The epic story of the "iron men in wooden boats" who built an industrial empire through the pursuit of whales.
Leviathan selected as one of the best nonfiction books of 2007 by The Los Angeles Times, The Boston Globe, and The Providence Journal. Leviathan was also chosen by Amazon.com's editors as one of the 10 best history books of 2007.
Eric Jay Dolin was awarded the 23rd annual (2007) L. Byrne Waterman Award, by the New Bedford Whaling Museum, for outstanding contributions to whaling research and history, for the publication of Leviathan.
"The best history of American whaling to come along in a generation"
"I thought I learned everything I needed to know about whaling from Melville, but I was wrong. . . . The excitement of the stories in this magnificently researched saga build and build . . . I read every word."
"Mr. Dolin handles this long, complex tale with great skill, both as a historian and as a writer . . . Leviathan is thoroughly engaging even as American whaling is becalmed in the 20th century, a ghost of a once great American industry, perhaps the most romantic in the country's business history."
"Leviathan is an exhaustive, richly detailed history of industrial American whaling. . . . Dolin succeeds admirably at what he sets out to do: tell the story of one of the strangest industries in American history."
Eric Jay Dolin was awarded the 23rd annual (2007) L. Byrne Waterman Award, by the New Bedford Whaling Museum, for outstanding contributions to whaling research and history, for the publication of Leviathan.
"The best history of American whaling to come along in a generation"
- Nathaniel Philbrick,
author of In The Heart of the Sea & Mayflower
author of In The Heart of the Sea & Mayflower
"I thought I learned everything I needed to know about whaling from Melville, but I was wrong. . . . The excitement of the stories in this magnificently researched saga build and build . . . I read every word."
– Dava Sobel,
author of Longitude & Galileo's Daughter
author of Longitude & Galileo's Daughter
"Mr. Dolin handles this long, complex tale with great skill, both as a historian and as a writer . . . Leviathan is thoroughly engaging even as American whaling is becalmed in the 20th century, a ghost of a once great American industry, perhaps the most romantic in the country's business history."
– John Steele Gordon, The Wall Street Journal
"Leviathan is an exhaustive, richly detailed history of industrial American whaling. . . . Dolin succeeds admirably at what he sets out to do: tell the story of one of the strangest industries in American history."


=== Work request ===
Give the number of lines in these entries that contain "States", and nothing more.

=== Task data ===
= = = = = = =

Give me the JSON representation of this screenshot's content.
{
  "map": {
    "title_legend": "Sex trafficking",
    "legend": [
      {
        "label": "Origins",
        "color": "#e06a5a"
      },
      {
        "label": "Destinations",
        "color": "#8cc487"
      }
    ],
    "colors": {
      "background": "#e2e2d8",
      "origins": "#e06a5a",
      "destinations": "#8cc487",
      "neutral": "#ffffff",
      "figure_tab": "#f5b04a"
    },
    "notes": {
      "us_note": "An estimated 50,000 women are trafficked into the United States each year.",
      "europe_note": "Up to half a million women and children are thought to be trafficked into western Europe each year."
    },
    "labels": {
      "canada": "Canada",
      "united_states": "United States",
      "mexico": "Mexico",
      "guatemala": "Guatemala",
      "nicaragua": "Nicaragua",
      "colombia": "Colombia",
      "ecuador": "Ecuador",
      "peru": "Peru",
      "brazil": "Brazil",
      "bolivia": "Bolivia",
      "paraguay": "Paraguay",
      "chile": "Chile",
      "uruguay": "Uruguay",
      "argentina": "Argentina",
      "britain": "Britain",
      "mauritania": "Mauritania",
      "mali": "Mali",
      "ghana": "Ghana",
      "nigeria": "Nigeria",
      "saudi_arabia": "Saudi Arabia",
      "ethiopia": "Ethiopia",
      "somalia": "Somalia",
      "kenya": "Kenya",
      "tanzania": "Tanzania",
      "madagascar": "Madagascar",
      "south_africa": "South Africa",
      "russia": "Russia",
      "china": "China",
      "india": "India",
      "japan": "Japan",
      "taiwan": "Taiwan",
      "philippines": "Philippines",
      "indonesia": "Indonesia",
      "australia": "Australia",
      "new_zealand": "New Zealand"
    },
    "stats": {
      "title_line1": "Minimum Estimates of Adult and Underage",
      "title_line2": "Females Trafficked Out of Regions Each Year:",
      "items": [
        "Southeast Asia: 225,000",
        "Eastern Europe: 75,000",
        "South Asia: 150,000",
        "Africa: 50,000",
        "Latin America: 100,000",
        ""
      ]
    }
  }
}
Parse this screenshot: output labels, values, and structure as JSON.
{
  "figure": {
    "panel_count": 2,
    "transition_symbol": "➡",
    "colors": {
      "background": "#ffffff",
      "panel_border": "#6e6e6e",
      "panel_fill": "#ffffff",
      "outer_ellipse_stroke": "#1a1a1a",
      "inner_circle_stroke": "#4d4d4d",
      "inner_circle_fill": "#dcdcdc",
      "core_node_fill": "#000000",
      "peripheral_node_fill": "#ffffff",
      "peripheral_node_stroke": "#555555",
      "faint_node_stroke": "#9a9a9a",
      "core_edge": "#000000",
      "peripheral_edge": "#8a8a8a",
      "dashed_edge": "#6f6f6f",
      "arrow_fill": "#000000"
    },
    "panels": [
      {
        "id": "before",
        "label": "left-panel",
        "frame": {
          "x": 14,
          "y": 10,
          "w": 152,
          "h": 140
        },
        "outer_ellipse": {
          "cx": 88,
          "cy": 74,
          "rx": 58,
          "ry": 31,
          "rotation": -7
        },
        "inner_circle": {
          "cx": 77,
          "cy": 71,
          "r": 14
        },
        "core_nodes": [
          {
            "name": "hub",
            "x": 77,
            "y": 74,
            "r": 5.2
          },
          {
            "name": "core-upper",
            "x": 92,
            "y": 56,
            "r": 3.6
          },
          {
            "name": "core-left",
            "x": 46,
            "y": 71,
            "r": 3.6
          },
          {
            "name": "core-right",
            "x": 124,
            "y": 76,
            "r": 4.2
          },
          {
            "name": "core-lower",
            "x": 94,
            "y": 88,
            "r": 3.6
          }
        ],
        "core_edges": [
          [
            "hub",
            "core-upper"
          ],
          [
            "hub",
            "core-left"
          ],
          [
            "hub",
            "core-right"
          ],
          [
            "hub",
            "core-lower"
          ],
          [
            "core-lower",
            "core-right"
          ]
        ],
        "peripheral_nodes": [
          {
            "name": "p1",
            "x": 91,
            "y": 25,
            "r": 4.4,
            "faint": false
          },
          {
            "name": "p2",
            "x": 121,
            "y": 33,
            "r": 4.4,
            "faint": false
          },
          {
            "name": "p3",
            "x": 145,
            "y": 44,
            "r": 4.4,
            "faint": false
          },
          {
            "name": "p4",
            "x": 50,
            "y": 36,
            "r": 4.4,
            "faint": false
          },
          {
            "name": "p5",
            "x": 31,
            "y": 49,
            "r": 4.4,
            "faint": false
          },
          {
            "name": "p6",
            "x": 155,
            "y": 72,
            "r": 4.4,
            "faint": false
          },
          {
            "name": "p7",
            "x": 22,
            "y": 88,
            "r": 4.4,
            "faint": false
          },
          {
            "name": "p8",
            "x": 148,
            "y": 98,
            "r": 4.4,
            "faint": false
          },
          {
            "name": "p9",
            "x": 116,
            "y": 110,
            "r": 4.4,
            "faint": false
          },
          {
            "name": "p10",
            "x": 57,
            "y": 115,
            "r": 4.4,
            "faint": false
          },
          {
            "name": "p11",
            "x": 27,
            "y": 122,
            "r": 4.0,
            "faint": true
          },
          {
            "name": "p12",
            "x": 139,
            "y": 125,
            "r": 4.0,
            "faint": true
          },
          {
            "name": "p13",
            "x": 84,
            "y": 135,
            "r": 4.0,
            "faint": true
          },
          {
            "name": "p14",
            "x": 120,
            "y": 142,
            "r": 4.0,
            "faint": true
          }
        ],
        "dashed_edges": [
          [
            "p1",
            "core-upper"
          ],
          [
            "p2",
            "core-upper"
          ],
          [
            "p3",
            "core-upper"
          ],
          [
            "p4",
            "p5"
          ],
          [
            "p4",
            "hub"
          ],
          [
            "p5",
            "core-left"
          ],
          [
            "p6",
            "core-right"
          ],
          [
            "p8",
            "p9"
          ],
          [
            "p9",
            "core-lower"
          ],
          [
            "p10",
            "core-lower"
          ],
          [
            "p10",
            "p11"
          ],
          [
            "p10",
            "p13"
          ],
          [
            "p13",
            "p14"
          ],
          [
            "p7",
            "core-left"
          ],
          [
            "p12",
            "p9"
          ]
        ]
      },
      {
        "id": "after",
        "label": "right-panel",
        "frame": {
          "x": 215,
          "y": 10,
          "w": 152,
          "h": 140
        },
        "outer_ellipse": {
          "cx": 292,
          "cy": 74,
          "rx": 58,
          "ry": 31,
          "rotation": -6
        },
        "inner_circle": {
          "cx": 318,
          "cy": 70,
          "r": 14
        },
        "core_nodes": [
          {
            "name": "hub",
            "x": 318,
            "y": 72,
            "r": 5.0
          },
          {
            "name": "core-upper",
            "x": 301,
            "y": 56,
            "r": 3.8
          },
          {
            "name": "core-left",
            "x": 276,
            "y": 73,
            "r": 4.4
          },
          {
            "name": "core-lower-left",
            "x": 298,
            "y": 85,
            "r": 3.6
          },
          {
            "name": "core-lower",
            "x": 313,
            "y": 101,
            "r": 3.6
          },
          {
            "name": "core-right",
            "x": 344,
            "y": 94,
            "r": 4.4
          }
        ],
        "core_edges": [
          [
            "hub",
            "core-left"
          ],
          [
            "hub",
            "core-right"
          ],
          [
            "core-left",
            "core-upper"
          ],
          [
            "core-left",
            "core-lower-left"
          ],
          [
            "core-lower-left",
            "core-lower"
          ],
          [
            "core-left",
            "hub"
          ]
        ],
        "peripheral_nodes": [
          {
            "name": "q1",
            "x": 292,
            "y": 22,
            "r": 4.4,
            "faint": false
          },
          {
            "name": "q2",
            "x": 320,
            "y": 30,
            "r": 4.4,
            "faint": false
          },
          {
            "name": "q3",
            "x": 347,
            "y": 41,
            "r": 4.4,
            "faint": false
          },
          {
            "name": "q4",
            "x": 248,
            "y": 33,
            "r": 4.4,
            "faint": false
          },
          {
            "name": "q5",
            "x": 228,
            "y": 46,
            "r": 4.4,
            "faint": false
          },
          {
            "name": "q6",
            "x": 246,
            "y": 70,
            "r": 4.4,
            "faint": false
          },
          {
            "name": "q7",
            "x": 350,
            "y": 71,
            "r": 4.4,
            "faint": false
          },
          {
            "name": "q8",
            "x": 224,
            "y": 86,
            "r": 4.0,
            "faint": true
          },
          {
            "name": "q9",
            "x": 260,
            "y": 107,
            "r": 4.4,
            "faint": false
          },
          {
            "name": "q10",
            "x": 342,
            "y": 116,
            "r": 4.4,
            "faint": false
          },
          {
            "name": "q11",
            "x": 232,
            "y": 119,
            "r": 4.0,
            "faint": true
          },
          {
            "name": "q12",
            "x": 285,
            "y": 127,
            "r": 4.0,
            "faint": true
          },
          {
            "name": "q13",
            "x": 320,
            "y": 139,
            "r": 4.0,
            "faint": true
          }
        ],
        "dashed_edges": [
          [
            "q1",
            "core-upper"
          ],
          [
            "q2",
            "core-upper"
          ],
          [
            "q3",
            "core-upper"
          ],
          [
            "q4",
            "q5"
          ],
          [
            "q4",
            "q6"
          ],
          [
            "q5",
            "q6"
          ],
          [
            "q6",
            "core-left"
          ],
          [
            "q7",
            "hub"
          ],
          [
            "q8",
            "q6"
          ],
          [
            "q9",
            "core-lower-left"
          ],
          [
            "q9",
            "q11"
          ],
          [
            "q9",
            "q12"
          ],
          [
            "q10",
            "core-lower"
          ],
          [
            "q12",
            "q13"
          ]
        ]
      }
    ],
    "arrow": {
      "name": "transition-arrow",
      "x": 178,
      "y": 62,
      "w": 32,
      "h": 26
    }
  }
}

= = = = = = =

=== Output of the exercise ===
2